A complex production by any standards, US singer-songwriter Halsey’s Hopeless Fountain Kingdom Tour (Installment One) makes some unusual demands of its sound – including requiring the front-of-house mix position (occupied by DiGiCo SD10 consoles, supplied by tour sound reinforcement provider Eighth Day Sound) to take cover under a tarp for two songs.
‘It’s a pretty intense moment,’ says FOH Engineer, Vincent Casamatta of the point in the show where Halsey and her dancers perform on a B stage filled with about 20 gallons of sprayed water. ‘There’s no way I could stay at the console and not get me and the console soaked.’
Instead, Casamatta and FOH Systems Tech Dan Bluhm turn to the DiGiCo SD SC2 app for remote, wireless control of the mix from an Apple iPad. For those two songs, they discreetly pull a tarp over the desk and move to another part of the venue to continue the show mix. ‘The only other way to do that would have been to mix from under the tarp, and you wouldn’t want to have to do that,’ he says. ‘I have full access to the console through the app and we never miss a beat.’
Monitor Engineer Scott Wasilk also used the SD SC2 app to bridge the gap between monitor world and the stage, which is substantial due to the complex nature of the production. ‘I’m onstage quite a bit, checking how they hear it there,’ he says. ‘It’s so much easier than relaying information from the stage back to the console.’

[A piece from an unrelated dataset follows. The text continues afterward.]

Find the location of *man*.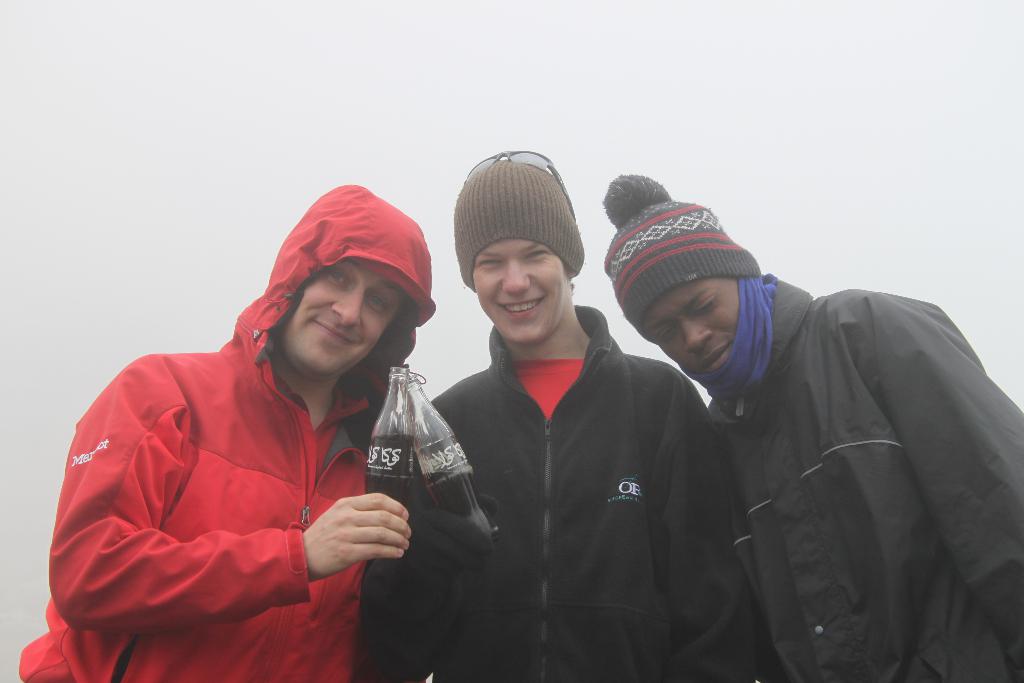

The band is on IEMs, as is Halsey – sort of: ‘She likes to keep one ear open, so we basically have set up a mini PA on stage for her, with a small cluster of flown d&b audiotechnik J8 speakers aimed at her,’ he says. ‘It’s unconventional, but the SD10 handles it great.’
Something else the SD10 handles well are Halsey’s assertive vocals. Casamatta says there’s not as much in the way of effects processing on the vocals or the band as might be expected: ‘There’s some sampled sounds and some sweetener on tracks, but mostly it’s the band and the vocals carrying the weight live every night.’
But he pushes the compression hard through the SD10, putting an edge on Halsey’s vocals: ‘I look at compression as a vocal effect, particularly in modern pop music, and I’m using super-aggressive compression with a quick release, using the Waves CLA-76 Blue Stripe 1176 emulator through the console and it just sounds great,’ he explains. ‘It’s tactile, really sticky-sounding effect that’s great on punchy vocals.’
Casamatta is also adding Waves reverb to the mix, the same effect that Wasilk is adding through the monitors: ‘It’s a really pleasant sounding reverb, even through the flown speaker cluster we use onstage for Halsey,’ he says.
Both Wasilk and Casamatta are big fans of the SD10’s feature sets, including snapshot automation—Wasilk will sometimes set up multiple snapshots within a song, something the SD10 handles with ease—and rack sharing between the consoles and the two SD-Racks and one SD Mini-Rack.
‘We have a total of 75 channels that we can send from anywhere to anywhere over fiber, and that’s a level of flexibility that it would be hard to suddenly not have,’ says Casamatta. ‘Once you’ve experienced that, you can’t work without it.’
And then there’s Con send/receive links and text communications between consoles. ‘It’s so much easier sometimes to be able to communicate via text while a show is on,’ says Wasilk. ‘It seems so simple, but it can make a huge difference.’ In fact, when you add up all the features, the SD10 is way more than the sum of its parts in such a compact form factor. ‘We get a lot out of them, that’s for sure,’ says Casamatta. ‘But we use all of it.’